Aim
To create a pandas DataFrame containing e-commerce order data and perform row and column selection using the label-based indexer loc[] and the position-based indexer iloc[].
CO Mapping: CO1, CO2, CO3
Theory
A DataFrame is a two-dimensional, size-mutable, labelled data structure — conceptually a dictionary of Series that share a common row index. Every cell is therefore addressable in two independent ways:
loc[rows, cols]— label-based selection. Rows are chosen by their index labels and columns by their names. Slices are inclusive of both endpoints (loc[1:3]returns labels 1, 2 and 3), because labels have no natural "one past the end".iloc[rows, cols]— integer-position selection. Rows and columns are chosen by 0-based positions, and slices follow normal Python half-open semantics (iloc[0:3]returns positions 0, 1, 2 only).
This distinction is the single most common source of off-by-one bugs in analytics code. It matters even more after operations such as sort_values(), dropna() or boolean filtering, which leave "holes" in the index: loc[5] then means the row labelled 5, wherever it now sits, while iloc[5] means the sixth physical row. Subsetting is the pandas equivalent of SQL's SELECT ... WHERE ... and is the first step of virtually every analysis, so fluency here pays off in every later practical.
Dataset
The student creates this 5-row order table (built in the snippet as the ecommerce DataFrame with a default RangeIndex 0–4):
| Index | OrderID | Customer | Category | Sales |
|---|---|---|---|---|
| 0 | 101 | Aman | Electronics | 25000 |
| 1 | 102 | Riya | Books | 1200 |
| 2 | 103 | Kabir | Fashion | 3400 |
| 3 | 104 | Sneha | Electronics | 18000 |
| 4 | 105 | Vikas | Books | 800 |
Procedure
- Import pandas as
pd. - Build the
ecommerceDataFrame from a column dictionary; pandas assigns the default integer index 0–4. - Print the full DataFrame and confirm the index labels equal the positions (they coincide here, which is exactly why both indexers must be tested consciously).
- Run
ecommerce.loc[1:3, ["OrderID", "Category", "Sales"]]— a label slice plus an explicit column list. - Run
ecommerce.iloc[0:3, 0:3]— a position slice on both axes. - Count the rows returned by each call and note which endpoint was included.
- (Extension) Execute
ecommerce.sort_values("Sales").loc[1:3]and the same withilocto see the two indexers diverge once row order changes.
Interpretation of Results
loc[1:3] returns three rows (labels 1, 2, 3 → orders 102, 103, 104) while iloc[0:3] also returns three rows but a different set (positions 0, 1, 2 → orders 101, 102, 103). The overlap of two rows with different boundaries is the visual proof of inclusive-vs-exclusive slicing. Reading the output analytically: Electronics orders carry the largest ticket sizes (25000, 18000) while Books orders are small-value — a subset like loc[:, ["Category", "Sales"]] is how an analyst isolates just the fields needed for a category-revenue question instead of dragging the whole table around.
Common Mistakes
- Assuming
loc[1:3]excludes 3 like a list slice — it is endpoint-inclusive. - Using
ilocwith column names (iloc[0:3, ["Sales"]]raisesIndexError); positions only. - Chained indexing such as
df[df.Sales > 1000]["Category"] = ..., which triggersSettingWithCopyWarningand silently fails to write — always use a singleloccall for assignment.
🎯 Viva Questions
- Why is
locendpoint-inclusive? Labels have no natural successor, so pandas includes both endpoints of a label slice. - What happens to
loc/ilocafter sorting?locfollows the (now shuffled) labels;ilocfollows the new physical order. - How do you select rows 0–2 of only the first three columns by position?
df.iloc[0:3, 0:3]. - What does
df.loc[df["Sales"] > 5000]return? All rows whose boolean mask is True — boolean indexing works insideloc. - Difference between
df["Sales"]anddf[["Sales"]]? The first is a Series, the second a one-column DataFrame. - Which indexer should be used with a string index like customer names?
loc, because positions are then meaningless to the reader.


[TASK DESCRIPTION]
Return only the lines of the listing below that run from the line with "The width and height of the screenshot is (691, 373)." through the line with "What do you see at coordinates (772, 212)", both ends included, exactly as written.

[PROVIDED MATERIAL — start]

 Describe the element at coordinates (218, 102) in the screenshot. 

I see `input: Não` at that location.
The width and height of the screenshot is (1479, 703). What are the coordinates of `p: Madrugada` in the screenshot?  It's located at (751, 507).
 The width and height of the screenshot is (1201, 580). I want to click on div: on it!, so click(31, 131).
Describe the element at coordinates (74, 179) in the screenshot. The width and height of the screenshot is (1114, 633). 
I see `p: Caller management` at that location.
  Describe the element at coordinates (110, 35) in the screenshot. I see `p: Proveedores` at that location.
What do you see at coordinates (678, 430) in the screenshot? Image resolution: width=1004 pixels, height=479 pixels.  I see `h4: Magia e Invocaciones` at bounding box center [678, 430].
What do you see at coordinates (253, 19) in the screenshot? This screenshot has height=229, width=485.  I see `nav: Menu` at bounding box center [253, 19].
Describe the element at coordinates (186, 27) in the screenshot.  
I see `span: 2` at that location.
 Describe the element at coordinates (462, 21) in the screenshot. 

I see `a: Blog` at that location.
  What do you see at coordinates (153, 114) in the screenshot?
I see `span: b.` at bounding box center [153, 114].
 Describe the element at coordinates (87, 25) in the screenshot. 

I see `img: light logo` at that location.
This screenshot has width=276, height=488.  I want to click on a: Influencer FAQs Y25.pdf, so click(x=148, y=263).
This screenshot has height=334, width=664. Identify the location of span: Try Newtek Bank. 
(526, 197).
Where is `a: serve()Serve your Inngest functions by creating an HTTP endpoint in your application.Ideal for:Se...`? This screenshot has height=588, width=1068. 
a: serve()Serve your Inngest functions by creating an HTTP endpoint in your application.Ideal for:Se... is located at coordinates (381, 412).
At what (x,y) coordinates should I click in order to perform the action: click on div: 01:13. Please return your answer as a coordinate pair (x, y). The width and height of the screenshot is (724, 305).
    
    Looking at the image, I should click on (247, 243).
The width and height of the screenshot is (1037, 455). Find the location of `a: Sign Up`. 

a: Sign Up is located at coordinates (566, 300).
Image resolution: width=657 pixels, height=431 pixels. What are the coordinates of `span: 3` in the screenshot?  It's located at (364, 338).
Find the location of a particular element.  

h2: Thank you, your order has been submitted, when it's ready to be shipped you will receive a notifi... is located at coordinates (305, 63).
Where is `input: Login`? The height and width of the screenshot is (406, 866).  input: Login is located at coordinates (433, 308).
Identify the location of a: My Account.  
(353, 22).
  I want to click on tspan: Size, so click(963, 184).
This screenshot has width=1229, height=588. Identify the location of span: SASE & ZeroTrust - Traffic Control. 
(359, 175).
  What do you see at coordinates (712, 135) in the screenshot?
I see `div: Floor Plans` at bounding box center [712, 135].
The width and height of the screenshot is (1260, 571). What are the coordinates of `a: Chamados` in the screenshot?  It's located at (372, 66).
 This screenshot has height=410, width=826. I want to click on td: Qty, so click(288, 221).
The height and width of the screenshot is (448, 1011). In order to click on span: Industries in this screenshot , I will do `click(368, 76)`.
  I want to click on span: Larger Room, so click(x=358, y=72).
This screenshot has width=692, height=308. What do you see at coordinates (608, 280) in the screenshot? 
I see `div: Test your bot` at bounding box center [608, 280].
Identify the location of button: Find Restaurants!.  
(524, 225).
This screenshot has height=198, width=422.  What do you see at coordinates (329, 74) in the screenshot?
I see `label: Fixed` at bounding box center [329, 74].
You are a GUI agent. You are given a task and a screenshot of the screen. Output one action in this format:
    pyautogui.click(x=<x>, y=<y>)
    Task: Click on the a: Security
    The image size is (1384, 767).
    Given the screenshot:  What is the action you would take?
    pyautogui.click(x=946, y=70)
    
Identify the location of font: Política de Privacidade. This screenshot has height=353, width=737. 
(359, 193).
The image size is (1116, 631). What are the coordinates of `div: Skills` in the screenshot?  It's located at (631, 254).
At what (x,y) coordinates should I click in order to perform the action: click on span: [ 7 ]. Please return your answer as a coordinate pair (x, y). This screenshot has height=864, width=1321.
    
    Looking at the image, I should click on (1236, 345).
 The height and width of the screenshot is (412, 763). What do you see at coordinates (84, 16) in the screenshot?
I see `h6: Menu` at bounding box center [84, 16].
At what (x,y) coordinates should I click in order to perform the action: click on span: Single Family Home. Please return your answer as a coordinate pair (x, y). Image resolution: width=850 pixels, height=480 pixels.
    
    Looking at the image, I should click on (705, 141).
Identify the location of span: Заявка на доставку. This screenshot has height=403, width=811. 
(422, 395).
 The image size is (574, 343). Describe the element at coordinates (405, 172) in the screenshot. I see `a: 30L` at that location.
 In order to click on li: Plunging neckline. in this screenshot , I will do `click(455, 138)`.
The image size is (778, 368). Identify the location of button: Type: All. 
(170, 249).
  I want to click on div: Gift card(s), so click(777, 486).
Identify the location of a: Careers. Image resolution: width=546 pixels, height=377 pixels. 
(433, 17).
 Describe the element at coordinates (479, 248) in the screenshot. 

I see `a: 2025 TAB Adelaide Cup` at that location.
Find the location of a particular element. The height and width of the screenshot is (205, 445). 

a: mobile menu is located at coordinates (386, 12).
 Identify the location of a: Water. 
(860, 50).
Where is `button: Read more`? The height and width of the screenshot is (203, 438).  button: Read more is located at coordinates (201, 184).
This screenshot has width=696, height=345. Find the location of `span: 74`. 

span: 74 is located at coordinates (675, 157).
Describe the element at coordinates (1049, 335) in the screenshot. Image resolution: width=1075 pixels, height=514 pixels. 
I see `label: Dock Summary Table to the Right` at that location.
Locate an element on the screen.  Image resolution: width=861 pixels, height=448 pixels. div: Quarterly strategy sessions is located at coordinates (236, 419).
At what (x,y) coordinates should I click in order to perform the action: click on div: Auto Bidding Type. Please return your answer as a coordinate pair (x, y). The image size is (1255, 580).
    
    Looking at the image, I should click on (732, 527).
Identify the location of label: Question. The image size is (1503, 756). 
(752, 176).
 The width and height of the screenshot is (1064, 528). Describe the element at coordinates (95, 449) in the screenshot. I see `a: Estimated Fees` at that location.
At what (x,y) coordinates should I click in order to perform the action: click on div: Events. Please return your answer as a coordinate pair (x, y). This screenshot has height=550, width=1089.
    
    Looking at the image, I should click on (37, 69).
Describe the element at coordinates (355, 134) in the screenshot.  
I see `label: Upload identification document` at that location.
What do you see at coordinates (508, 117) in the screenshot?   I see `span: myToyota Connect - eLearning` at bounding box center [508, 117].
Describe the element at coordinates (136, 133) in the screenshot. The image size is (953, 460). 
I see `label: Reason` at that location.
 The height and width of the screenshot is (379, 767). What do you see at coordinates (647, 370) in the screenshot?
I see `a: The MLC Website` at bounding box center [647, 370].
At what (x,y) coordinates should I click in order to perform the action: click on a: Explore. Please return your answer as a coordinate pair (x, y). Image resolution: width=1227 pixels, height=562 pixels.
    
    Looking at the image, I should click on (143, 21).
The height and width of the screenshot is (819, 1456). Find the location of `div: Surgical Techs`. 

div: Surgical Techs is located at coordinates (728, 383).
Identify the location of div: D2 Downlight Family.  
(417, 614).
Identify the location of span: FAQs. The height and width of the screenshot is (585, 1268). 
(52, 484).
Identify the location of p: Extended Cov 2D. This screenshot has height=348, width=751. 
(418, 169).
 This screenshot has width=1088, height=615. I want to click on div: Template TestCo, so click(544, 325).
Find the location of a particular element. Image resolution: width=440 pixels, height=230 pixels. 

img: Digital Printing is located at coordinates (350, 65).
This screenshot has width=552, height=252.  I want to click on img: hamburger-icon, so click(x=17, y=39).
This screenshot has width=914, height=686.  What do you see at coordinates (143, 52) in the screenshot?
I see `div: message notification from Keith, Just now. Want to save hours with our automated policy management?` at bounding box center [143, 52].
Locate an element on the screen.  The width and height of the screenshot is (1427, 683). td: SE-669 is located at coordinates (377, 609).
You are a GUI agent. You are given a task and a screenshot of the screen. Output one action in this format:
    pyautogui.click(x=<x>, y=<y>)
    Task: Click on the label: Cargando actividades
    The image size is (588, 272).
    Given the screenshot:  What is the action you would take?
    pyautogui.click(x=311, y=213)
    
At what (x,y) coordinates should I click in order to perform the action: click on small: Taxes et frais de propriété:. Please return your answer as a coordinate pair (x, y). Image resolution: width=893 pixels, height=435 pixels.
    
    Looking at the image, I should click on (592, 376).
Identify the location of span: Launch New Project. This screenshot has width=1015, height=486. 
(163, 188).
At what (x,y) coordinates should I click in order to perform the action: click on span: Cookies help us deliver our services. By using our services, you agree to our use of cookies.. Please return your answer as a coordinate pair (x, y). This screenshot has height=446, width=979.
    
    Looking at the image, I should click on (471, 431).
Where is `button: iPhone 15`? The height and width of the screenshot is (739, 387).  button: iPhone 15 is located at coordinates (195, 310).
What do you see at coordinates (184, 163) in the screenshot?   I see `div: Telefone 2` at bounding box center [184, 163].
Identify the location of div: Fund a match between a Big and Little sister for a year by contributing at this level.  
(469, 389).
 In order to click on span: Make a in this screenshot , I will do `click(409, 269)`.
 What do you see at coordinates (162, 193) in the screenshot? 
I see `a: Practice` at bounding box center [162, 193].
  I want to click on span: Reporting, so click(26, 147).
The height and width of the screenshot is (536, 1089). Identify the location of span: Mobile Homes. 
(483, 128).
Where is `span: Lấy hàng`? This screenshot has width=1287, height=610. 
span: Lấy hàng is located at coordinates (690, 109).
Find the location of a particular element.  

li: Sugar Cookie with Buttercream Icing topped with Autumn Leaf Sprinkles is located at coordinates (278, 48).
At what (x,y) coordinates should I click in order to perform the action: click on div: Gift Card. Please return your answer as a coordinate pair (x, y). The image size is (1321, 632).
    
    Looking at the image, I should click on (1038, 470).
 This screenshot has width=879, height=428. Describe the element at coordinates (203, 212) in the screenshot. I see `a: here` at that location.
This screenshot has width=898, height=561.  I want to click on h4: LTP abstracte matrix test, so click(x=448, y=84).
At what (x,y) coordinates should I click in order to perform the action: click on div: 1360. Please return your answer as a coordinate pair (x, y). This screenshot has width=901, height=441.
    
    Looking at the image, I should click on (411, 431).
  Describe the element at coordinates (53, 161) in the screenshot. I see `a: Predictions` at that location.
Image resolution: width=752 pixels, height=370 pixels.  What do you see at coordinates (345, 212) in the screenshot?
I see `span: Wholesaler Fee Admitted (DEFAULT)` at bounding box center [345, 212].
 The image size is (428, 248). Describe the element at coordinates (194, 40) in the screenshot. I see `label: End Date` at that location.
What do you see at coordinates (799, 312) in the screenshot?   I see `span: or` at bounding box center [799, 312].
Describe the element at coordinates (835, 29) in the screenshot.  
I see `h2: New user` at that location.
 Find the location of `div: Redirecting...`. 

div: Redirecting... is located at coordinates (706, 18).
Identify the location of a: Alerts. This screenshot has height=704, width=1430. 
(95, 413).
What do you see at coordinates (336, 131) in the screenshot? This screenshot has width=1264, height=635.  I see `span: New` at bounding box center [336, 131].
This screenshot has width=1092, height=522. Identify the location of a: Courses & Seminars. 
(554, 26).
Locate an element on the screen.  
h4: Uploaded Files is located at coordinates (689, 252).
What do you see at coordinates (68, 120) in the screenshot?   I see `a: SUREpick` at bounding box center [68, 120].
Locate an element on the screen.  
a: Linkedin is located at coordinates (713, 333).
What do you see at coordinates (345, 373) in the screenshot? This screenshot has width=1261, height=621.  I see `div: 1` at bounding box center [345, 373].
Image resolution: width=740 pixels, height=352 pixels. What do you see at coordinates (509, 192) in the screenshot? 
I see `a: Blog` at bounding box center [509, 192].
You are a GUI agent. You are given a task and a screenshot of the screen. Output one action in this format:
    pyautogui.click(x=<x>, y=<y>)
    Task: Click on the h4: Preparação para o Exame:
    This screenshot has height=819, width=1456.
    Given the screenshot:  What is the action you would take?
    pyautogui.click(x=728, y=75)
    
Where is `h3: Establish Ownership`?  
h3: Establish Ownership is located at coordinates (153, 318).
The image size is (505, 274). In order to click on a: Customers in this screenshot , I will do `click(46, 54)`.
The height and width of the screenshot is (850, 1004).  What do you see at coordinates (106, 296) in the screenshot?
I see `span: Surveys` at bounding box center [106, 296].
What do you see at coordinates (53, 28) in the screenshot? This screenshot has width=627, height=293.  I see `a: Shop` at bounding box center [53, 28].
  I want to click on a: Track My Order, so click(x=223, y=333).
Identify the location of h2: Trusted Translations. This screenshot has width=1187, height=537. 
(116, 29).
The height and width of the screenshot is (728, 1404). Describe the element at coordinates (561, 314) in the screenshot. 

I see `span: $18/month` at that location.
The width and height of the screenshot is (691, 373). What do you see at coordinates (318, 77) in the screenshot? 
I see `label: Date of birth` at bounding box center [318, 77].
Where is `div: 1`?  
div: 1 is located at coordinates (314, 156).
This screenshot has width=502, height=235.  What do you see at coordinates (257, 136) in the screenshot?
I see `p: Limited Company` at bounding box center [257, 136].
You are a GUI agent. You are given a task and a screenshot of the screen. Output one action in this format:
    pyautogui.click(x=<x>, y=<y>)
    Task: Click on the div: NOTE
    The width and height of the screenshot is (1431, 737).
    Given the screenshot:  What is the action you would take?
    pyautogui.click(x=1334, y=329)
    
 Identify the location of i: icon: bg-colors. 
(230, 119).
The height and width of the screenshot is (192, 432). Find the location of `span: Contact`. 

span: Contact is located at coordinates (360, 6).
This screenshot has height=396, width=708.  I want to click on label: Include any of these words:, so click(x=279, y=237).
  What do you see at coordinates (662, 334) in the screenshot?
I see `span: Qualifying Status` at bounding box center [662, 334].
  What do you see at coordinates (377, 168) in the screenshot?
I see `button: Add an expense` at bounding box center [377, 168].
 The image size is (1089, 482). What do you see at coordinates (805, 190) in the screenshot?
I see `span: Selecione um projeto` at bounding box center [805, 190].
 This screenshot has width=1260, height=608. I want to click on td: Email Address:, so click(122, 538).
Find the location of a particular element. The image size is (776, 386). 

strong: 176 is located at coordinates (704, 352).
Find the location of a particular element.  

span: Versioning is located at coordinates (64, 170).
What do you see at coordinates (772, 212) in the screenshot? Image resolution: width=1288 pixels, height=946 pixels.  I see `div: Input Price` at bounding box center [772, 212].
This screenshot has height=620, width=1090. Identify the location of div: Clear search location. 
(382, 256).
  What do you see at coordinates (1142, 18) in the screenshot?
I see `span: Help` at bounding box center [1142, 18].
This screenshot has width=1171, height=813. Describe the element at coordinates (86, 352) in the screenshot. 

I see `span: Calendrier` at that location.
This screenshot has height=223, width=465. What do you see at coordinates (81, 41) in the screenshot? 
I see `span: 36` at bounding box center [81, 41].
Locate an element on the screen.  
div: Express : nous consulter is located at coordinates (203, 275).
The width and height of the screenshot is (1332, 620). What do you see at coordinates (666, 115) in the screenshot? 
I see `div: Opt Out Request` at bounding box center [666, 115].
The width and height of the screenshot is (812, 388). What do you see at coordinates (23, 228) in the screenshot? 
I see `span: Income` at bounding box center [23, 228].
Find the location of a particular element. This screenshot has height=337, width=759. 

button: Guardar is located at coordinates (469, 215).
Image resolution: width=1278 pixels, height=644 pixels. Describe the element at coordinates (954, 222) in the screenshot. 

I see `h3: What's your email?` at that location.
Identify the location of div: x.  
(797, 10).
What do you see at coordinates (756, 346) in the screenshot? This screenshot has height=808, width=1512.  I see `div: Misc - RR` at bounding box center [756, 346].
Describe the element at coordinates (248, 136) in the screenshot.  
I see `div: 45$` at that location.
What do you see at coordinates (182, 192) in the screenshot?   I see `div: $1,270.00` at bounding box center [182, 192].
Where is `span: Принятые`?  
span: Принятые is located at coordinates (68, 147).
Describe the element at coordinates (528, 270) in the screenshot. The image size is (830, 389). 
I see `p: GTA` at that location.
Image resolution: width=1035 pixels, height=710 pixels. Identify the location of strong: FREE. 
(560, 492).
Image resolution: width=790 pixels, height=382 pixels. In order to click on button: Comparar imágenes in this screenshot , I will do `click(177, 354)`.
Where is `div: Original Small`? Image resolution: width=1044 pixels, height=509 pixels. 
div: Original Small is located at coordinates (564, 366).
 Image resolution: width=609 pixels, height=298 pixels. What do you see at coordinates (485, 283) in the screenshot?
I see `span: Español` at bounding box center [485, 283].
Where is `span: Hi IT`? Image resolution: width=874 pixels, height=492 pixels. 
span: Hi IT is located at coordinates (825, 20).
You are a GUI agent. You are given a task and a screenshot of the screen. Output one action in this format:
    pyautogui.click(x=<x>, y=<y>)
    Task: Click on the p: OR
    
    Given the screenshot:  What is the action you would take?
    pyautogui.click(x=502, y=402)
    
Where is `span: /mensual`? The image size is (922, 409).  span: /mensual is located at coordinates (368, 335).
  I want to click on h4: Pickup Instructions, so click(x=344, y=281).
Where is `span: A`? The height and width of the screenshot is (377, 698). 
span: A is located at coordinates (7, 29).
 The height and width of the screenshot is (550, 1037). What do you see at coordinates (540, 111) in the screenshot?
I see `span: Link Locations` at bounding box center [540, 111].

[PROVIDED MATERIAL — finish]

[RESPONSE]
The width and height of the screenshot is (691, 373). What do you see at coordinates (318, 77) in the screenshot? 
I see `label: Date of birth` at bounding box center [318, 77].
Where is `div: 1`?  
div: 1 is located at coordinates (314, 156).
This screenshot has width=502, height=235.  What do you see at coordinates (257, 136) in the screenshot?
I see `p: Limited Company` at bounding box center [257, 136].
You are a GUI agent. You are given a task and a screenshot of the screen. Output one action in this format:
    pyautogui.click(x=<x>, y=<y>)
    Task: Click on the div: NOTE
    The width and height of the screenshot is (1431, 737).
    Given the screenshot:  What is the action you would take?
    pyautogui.click(x=1334, y=329)
    
 Identify the location of i: icon: bg-colors. 
(230, 119).
The height and width of the screenshot is (192, 432). Find the location of `span: Contact`. 

span: Contact is located at coordinates (360, 6).
This screenshot has height=396, width=708.  I want to click on label: Include any of these words:, so click(x=279, y=237).
  What do you see at coordinates (662, 334) in the screenshot?
I see `span: Qualifying Status` at bounding box center [662, 334].
  What do you see at coordinates (377, 168) in the screenshot?
I see `button: Add an expense` at bounding box center [377, 168].
 The image size is (1089, 482). What do you see at coordinates (805, 190) in the screenshot?
I see `span: Selecione um projeto` at bounding box center [805, 190].
 This screenshot has width=1260, height=608. I want to click on td: Email Address:, so click(122, 538).
Find the location of a particular element. The image size is (776, 386). 

strong: 176 is located at coordinates (704, 352).
Find the location of a particular element.  

span: Versioning is located at coordinates (64, 170).
What do you see at coordinates (772, 212) in the screenshot? Image resolution: width=1288 pixels, height=946 pixels.  I see `div: Input Price` at bounding box center [772, 212].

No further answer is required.